Her fingers tapped the rim of her cup in an uneven rhythm he recognized, restless and guarded.
Carrying Evelyn’s poison.
The weight of never being enough.
The ghost of a world that never invited her in.
It made him want to set something on fire.
She glanced up, catching him mid-thought. Her expression softened enough to see through.
“You’re quiet.”
He didn’t answer.
Just looked at her.
At the sharp blue of her eyes.
The stubborn tilt of her jaw.
The tension in her shoulders she didn’t know she carried.
Maybe that’s what cracked something open in him.
His voice, when it came, was low. Certain.
A promise wrapped in iron.
“You don’t have to fight them alone.”
A flicker passed across her face—surprise? Doubt?
Gone before he could name it.
Her hand curled tighter around the mug. “I know.”
But she didn’t.
Not really.
He could hear it in the way the words landed, too brittle to be belief. Too careful to be truth.
Gideon didn’t push.
Not yet.
Instead, he reached across the table, his fingers brushing the back of hers.
She didn’t pull away.
His thumb traced a slow arc across her knuckles. He felt her breath catch.
For only a second.
But it was enough.
“Evelyn’s never going to accept this,” she said, her voice low.

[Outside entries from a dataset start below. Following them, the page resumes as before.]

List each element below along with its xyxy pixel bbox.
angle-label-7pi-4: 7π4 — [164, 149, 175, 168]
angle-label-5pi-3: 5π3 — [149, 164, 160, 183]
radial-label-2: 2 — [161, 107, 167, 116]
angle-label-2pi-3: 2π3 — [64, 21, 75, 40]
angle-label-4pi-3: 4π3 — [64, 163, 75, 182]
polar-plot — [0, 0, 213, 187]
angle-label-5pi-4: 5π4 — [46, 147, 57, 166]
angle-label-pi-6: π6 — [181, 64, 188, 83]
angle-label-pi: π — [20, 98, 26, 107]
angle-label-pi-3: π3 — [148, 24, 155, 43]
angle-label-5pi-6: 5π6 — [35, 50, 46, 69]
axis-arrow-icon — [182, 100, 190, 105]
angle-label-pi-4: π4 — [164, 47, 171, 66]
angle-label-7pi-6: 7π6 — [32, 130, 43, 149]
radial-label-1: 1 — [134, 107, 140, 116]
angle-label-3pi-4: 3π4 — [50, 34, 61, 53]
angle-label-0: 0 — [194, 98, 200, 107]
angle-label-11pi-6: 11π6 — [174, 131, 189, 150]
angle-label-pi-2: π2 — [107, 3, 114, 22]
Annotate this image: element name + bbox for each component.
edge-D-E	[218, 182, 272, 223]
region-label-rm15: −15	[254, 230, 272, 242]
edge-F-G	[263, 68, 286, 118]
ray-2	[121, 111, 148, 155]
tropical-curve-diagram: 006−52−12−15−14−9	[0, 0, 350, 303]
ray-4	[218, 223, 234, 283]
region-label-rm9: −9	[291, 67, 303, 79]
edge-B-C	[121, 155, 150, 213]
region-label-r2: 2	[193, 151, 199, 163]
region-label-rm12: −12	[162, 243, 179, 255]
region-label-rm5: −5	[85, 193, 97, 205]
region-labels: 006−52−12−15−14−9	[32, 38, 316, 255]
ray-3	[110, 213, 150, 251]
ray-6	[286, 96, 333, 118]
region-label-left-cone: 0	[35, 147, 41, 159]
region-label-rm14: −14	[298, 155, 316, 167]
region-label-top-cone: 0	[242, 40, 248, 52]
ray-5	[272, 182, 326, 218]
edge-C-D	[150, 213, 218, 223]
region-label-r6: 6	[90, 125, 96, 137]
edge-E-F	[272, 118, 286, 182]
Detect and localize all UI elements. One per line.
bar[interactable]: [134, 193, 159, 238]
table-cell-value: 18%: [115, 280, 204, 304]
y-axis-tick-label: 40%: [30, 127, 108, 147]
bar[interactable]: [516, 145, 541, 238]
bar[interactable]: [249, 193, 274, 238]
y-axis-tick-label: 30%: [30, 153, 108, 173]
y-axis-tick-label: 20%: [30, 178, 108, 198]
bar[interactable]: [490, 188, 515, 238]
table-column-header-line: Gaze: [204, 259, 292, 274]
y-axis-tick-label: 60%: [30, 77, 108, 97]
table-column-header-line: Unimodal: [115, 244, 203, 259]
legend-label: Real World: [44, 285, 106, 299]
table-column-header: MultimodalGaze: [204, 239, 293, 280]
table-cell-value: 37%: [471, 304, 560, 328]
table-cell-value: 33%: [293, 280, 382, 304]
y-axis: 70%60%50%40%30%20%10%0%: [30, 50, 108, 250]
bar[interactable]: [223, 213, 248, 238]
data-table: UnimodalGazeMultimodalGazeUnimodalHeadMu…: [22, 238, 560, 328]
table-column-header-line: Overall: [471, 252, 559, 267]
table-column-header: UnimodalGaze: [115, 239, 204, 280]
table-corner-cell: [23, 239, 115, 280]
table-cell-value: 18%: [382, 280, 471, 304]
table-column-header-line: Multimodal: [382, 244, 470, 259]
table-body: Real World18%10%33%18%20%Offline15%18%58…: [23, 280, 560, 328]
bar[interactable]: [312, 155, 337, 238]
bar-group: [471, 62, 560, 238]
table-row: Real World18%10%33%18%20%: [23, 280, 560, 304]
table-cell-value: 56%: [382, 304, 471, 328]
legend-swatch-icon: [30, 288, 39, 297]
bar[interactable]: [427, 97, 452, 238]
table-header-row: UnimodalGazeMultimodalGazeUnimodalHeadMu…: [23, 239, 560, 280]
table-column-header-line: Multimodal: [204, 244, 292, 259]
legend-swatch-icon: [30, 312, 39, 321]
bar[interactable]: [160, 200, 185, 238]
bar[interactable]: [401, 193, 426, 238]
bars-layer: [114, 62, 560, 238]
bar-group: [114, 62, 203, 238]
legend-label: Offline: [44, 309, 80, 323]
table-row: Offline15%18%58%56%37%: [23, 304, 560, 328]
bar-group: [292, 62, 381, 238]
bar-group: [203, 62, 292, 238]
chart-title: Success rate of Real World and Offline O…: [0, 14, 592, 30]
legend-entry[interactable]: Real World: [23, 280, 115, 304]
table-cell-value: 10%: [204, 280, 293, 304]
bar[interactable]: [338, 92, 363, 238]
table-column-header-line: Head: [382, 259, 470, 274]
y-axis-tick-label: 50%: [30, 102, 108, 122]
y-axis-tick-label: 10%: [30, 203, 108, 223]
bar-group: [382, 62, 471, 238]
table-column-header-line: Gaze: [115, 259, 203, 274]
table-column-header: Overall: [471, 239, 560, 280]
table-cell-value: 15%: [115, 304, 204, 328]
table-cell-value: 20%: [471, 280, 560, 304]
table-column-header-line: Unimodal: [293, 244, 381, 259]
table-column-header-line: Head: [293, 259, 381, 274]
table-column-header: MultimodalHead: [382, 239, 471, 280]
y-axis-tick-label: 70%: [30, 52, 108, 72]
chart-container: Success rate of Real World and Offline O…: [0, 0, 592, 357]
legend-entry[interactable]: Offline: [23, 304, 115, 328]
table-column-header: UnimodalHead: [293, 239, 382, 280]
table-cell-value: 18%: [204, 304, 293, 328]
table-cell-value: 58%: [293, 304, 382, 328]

Still, she didn’t move her hand. Didn’t pull back.
He kept his hold light but sure. “I don’t need her to. But you…”
He paused.
“You do.”
That made her look at him.
Sharp. Direct. Wary.
And God help him, he wanted to kiss her so badly it hurt.
But this wasn’t about taking.
It was about proving.
That Evelyn didn’t get to define her.
That no one did.
Not in his world. Not anymore.
His fingers tightened around hers slightly before letting go, before he did something she wasn’t ready for.
Her throat moved as she swallowed. He could see the war happening behind her eyes.
But then—
She turned her hand over, palm up, fingers open.
And she laced them through his.
Gideon Blackwell, a man who built empires on control, nearly came undone.
She didn’t say a word, but exhaled audibly—a soft, fragile sound.
But he felt it.
The walls. Cracking.
Her fingers tightened around his, a whisper of pressure.
Then she let go.
Not rejection.
Just space.
Just breath.
Just a promise.
He ran a hand through his hair, exhaling slowly, heartbeat a steady riot.
“Okay,” she said, quiet but steady. “Let’s go.”
He didn’t ask where.
He didn’t need to.
Because wherever she was, that’s where he’d be.